Like a lot of academics, Frederick Hess chose to roll out his political grenade in a formal report. It had neat columns, weighty footnotes and a predictably dry tone. But his message was quite clear: There are far too many barriers to being certified as a teacher.
In fact, he argued, a prospective teacher should be certified if he or she possesses a college degree, clears a criminal background check and passes a test measuring “essential teaching skills and mastery of subject matter.”
Hess, a professor of education at the University of Virginia, has received a fair amount of attention, including being invited to the White House recently to speak at an education conference led by First Lady Laura Bush.
His report on teacher certification, however, was published by the Progressive Policy Institute, a centrist Democratic group often at odds with traditional party creed. Not surprisingly, leaders of teachers unions and some in the education establishment–a historically formidable Democratic constituency–are sharply critical of Hess’ position, even given the serious national teacher shortage.
The conflict highlights the tension within the Democratic Party in a midterm election year when control of Congress will hinge on a party’s ability to define issues with broad voter appeal. Former President Bill Clinton helped refashion his party with a more centrist agenda, advocating issues like welfare reform. Now some Democrats believe President Bush has adopted a mirror image of that approach by seizing on issues like education.
Always a potent issue
Though the federal government, when compared to states, plays a relatively small role in education policy, education is always a potent issue. With a broad acknowledgment of the shortcomings of many public schools, Republicans and Democrats have offered proposals for change with voucher and charter school plans, among others.
Several education experts said they believe Hess’ proposal, because it so frontally challenges the thinking of teachers unions, is likely to set off a political debate, especially within the Democratic Party.
“For various reasons, there are many actors in this debate who want to perpetuate the idea that certification equals quality,” said Andrew Rotherham, director of education policy at the Progressive Policy Institute. “I think that will be a flash point in the following years.
“Teachers are perhaps the most important school variable in student achievement. That will require putting ideology on the shelf in the interest of good public policy. Bush has already shown that he can capture the education issue by embracing centrist ideas, and this will be no exception,” he said.
The Progressive Policy Institute is the policy arm of the Democratic Leadership Council, a group that counts Clinton and Sen. Joseph Lieberman of Connecticut, a possible presidential candidate in 2004, among its former chairmen.
“The current system creates this dramatic shortage of teachers in underserved communities in the areas that are most critical–math, science and special education,” said Hess. “There is nothing in this argument that is anti-union.”
Variations of Hess’ idea already have taken hold. Forty-five states, including Illinois, permit some kind of alternative certification, according to the National Center for Education Information. About 75,000 teachers have been certified through alternative programs in the last three years, a relatively small number considering that experts believe there will be a shortage of about 2 million teachers in the next decade.
`Teaching is an art and science’
“We also have a national nursing shortage and you don’t see people say, `Let’s send you to a two-week boot camp because you like health care, then put you in a hospital and let you treat people,'” said Melinda Anderson, who analyzes certification programs for the National Education Association, a prominent teachers union.
“The problem is that teaching is an art and science,” Anderson said. “Yes, there are individuals with excellent content knowledge. But teachers also need to know how to teach people. Einstein might have been brilliant in physics, but could he keep 20 hormonally challenged 13-year-olds in their seats?”
Hess said many states’ certification requirements create almost impossible barriers for would-be teachers. He contends that the current certification process gives little assurance that teachers who complete it enter the classroom with the requisite skills to be effective.
“Rejecting knowledge-based and skill-based criteria, certification emphasizes various hard-to-judge personal qualities,” Hess wrote. The current process is more “akin to that of cosmetology than of law or medicine. In a field like the former, certification does not screen out the unskilled or provide an assurance of specialized mastery so much as it provides assurance that the aspirant has completed a prescribed course of study and logged mandatory practice hours.”
Both sides agree that the issue is most pressing in urban and rural school districts that face a chronic teacher shortage. But that is about the only common ground. Hess argues that these troubled school districts need to open the door more easily to people who want to teach, while the NEA’s Anderson says that children in these areas are precisely those who need instructors who have undergone traditional certification.
Proposal called impractical
Emily Feistritzer, president of the National Center for Education Information, said Hess’ idea, while potentially popular, is not practical. “Politically and practically, it’s never going to happen,” she said. “Traditional teacher education certainly has not ensured that we have quality teachers,” she said, but added that the solution is not to “do away with certification.”
Master teacher programs in some states have had strong appeal because of high-profile examples of a teacher who has gone from a professional job like a lawyer or engineer into the classroom and to raves from parents and students. But such examples, said Arthur Wise, president of the National Council for Accreditation of Teacher Education, are few.
“What you end up with instead are recent college graduates who can’t get a job anywhere else and people who are working in various entry-level jobs and aren’t making it” applying to be teachers, Wise said.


Down to the last line, output the records below exactly.
(Data for analysis)
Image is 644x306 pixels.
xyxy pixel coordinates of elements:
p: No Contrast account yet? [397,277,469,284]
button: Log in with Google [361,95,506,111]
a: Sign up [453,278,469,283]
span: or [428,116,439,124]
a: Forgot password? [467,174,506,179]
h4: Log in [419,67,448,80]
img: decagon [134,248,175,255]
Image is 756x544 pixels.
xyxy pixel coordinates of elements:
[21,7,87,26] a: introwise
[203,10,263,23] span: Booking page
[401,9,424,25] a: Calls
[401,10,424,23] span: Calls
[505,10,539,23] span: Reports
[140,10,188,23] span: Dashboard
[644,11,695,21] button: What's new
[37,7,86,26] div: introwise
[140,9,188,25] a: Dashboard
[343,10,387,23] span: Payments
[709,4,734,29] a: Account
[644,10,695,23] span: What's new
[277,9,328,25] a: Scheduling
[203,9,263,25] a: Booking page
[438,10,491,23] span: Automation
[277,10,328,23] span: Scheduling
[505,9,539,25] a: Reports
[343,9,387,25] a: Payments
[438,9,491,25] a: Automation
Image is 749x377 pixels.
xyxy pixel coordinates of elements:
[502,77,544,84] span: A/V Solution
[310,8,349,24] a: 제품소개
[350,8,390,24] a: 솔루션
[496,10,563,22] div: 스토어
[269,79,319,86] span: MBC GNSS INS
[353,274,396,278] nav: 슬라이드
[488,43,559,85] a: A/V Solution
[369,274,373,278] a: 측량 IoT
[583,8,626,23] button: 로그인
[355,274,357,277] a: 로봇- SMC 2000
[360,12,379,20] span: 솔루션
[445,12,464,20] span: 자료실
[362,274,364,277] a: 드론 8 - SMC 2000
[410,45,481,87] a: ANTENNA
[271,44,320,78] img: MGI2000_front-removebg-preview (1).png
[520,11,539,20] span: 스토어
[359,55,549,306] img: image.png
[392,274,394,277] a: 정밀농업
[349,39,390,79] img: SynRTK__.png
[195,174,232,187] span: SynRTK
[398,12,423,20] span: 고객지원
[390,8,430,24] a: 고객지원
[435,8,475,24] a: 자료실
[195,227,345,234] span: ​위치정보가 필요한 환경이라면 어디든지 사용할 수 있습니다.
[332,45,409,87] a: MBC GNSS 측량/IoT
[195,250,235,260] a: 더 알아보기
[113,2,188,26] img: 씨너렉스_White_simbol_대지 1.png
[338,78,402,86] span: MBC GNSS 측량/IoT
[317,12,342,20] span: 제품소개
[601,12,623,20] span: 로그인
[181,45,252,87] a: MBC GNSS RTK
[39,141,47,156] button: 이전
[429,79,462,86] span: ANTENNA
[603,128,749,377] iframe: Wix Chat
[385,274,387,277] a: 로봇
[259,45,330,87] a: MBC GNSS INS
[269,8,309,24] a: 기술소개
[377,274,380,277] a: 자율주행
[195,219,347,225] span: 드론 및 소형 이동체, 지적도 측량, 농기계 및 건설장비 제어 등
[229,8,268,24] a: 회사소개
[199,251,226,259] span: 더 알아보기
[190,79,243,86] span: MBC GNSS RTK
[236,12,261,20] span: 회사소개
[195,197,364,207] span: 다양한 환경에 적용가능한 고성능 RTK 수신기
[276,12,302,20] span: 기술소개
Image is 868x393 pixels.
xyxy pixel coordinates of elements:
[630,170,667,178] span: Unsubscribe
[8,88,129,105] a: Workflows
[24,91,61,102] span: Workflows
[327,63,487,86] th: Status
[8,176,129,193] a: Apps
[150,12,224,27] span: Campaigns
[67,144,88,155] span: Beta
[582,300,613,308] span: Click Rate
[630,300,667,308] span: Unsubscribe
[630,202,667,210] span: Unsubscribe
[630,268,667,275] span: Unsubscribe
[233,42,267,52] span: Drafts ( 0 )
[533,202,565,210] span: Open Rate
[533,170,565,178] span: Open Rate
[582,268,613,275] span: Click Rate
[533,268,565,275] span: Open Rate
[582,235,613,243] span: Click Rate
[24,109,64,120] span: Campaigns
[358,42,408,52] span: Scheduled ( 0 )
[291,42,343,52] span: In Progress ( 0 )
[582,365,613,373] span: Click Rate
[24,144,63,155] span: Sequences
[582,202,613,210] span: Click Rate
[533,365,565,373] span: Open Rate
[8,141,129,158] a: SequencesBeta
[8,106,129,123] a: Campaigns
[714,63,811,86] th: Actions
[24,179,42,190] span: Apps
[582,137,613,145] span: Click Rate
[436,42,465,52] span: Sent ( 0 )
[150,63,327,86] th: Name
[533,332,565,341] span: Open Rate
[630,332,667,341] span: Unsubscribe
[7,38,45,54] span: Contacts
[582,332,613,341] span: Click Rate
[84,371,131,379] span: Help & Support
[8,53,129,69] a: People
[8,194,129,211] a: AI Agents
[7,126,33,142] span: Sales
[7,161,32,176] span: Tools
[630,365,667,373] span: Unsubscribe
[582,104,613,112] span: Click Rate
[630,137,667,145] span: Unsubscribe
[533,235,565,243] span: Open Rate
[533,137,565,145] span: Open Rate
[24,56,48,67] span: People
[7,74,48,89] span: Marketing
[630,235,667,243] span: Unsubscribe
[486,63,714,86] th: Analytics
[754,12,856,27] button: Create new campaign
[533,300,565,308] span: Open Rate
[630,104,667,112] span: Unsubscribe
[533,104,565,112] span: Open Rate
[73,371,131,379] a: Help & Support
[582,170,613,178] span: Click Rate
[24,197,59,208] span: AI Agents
(End Data for analysis)
▶ [Worked solution]
Image is 644x306 pixels.
xyxy pixel coordinates of elements:
p: No Contrast account yet? [397,277,469,284]
button: Log in with Google [361,95,506,111]
a: Sign up [453,278,469,283]
span: or [428,116,439,124]
a: Forgot password? [467,174,506,179]
h4: Log in [419,67,448,80]
img: decagon [134,248,175,255]
Image is 756x544 pixels.
xyxy pixel coordinates of elements:
[21,7,87,26] a: introwise
[203,10,263,23] span: Booking page
[401,9,424,25] a: Calls
[401,10,424,23] span: Calls
[505,10,539,23] span: Reports
[140,10,188,23] span: Dashboard
[644,11,695,21] button: What's new
[37,7,86,26] div: introwise
[140,9,188,25] a: Dashboard
[343,10,387,23] span: Payments
[709,4,734,29] a: Account
[644,10,695,23] span: What's new
[277,9,328,25] a: Scheduling
[203,9,263,25] a: Booking page
[438,10,491,23] span: Automation
[277,10,328,23] span: Scheduling
[505,9,539,25] a: Reports
[343,9,387,25] a: Payments
[438,9,491,25] a: Automation
Image is 749x377 pixels.
xyxy pixel coordinates of elements:
[502,77,544,84] span: A/V Solution
[310,8,349,24] a: 제품소개
[350,8,390,24] a: 솔루션
[496,10,563,22] div: 스토어
[269,79,319,86] span: MBC GNSS INS
[353,274,396,278] nav: 슬라이드
[488,43,559,85] a: A/V Solution
[369,274,373,278] a: 측량 IoT
[583,8,626,23] button: 로그인
[355,274,357,277] a: 로봇- SMC 2000
[360,12,379,20] span: 솔루션
[445,12,464,20] span: 자료실
[362,274,364,277] a: 드론 8 - SMC 2000
[410,45,481,87] a: ANTENNA
[271,44,320,78] img: MGI2000_front-removebg-preview (1).png
[520,11,539,20] span: 스토어
[359,55,549,306] img: image.png
[392,274,394,277] a: 정밀농업
[349,39,390,79] img: SynRTK__.png
[195,174,232,187] span: SynRTK
[398,12,423,20] span: 고객지원
[390,8,430,24] a: 고객지원
[435,8,475,24] a: 자료실
[195,227,345,234] span: ​위치정보가 필요한 환경이라면 어디든지 사용할 수 있습니다.
[332,45,409,87] a: MBC GNSS 측량/IoT
[195,250,235,260] a: 더 알아보기
[113,2,188,26] img: 씨너렉스_White_simbol_대지 1.png
[338,78,402,86] span: MBC GNSS 측량/IoT
[317,12,342,20] span: 제품소개
[601,12,623,20] span: 로그인
[181,45,252,87] a: MBC GNSS RTK
[39,141,47,156] button: 이전
[429,79,462,86] span: ANTENNA
[603,128,749,377] iframe: Wix Chat
[385,274,387,277] a: 로봇
[259,45,330,87] a: MBC GNSS INS
[269,8,309,24] a: 기술소개
[377,274,380,277] a: 자율주행
[195,219,347,225] span: 드론 및 소형 이동체, 지적도 측량, 농기계 및 건설장비 제어 등
[229,8,268,24] a: 회사소개
[199,251,226,259] span: 더 알아보기
[190,79,243,86] span: MBC GNSS RTK
[236,12,261,20] span: 회사소개
[195,197,364,207] span: 다양한 환경에 적용가능한 고성능 RTK 수신기
[276,12,302,20] span: 기술소개
Image is 868x393 pixels.
xyxy pixel coordinates of elements:
[630,170,667,178] span: Unsubscribe
[8,88,129,105] a: Workflows
[24,91,61,102] span: Workflows
[327,63,487,86] th: Status
[8,176,129,193] a: Apps
[150,12,224,27] span: Campaigns
[67,144,88,155] span: Beta
[582,300,613,308] span: Click Rate
[630,300,667,308] span: Unsubscribe
[630,202,667,210] span: Unsubscribe
[630,268,667,275] span: Unsubscribe
[233,42,267,52] span: Drafts ( 0 )
[533,202,565,210] span: Open Rate
[533,170,565,178] span: Open Rate
[582,268,613,275] span: Click Rate
[533,268,565,275] span: Open Rate
[582,235,613,243] span: Click Rate
[24,109,64,120] span: Campaigns
[358,42,408,52] span: Scheduled ( 0 )
[291,42,343,52] span: In Progress ( 0 )
[582,365,613,373] span: Click Rate
[24,144,63,155] span: Sequences
[582,202,613,210] span: Click Rate
[533,365,565,373] span: Open Rate
[8,141,129,158] a: SequencesBeta
[8,106,129,123] a: Campaigns
[714,63,811,86] th: Actions
[24,179,42,190] span: Apps
[582,137,613,145] span: Click Rate
[436,42,465,52] span: Sent ( 0 )
[150,63,327,86] th: Name
[533,332,565,341] span: Open Rate
[630,332,667,341] span: Unsubscribe
[7,38,45,54] span: Contacts
[582,332,613,341] span: Click Rate
[84,371,131,379] span: Help & Support
[8,53,129,69] a: People
[8,194,129,211] a: AI Agents
[7,126,33,142] span: Sales
[7,161,32,176] span: Tools
[630,365,667,373] span: Unsubscribe
[582,104,613,112] span: Click Rate
[630,137,667,145] span: Unsubscribe
[533,235,565,243] span: Open Rate
[533,137,565,145] span: Open Rate
[24,56,48,67] span: People
[7,74,48,89] span: Marketing
[630,235,667,243] span: Unsubscribe
[486,63,714,86] th: Analytics
[754,12,856,27] button: Create new campaign
[533,300,565,308] span: Open Rate
[630,104,667,112] span: Unsubscribe
[533,104,565,112] span: Open Rate
[73,371,131,379] a: Help & Support
[582,170,613,178] span: Click Rate
[24,197,59,208] span: AI Agents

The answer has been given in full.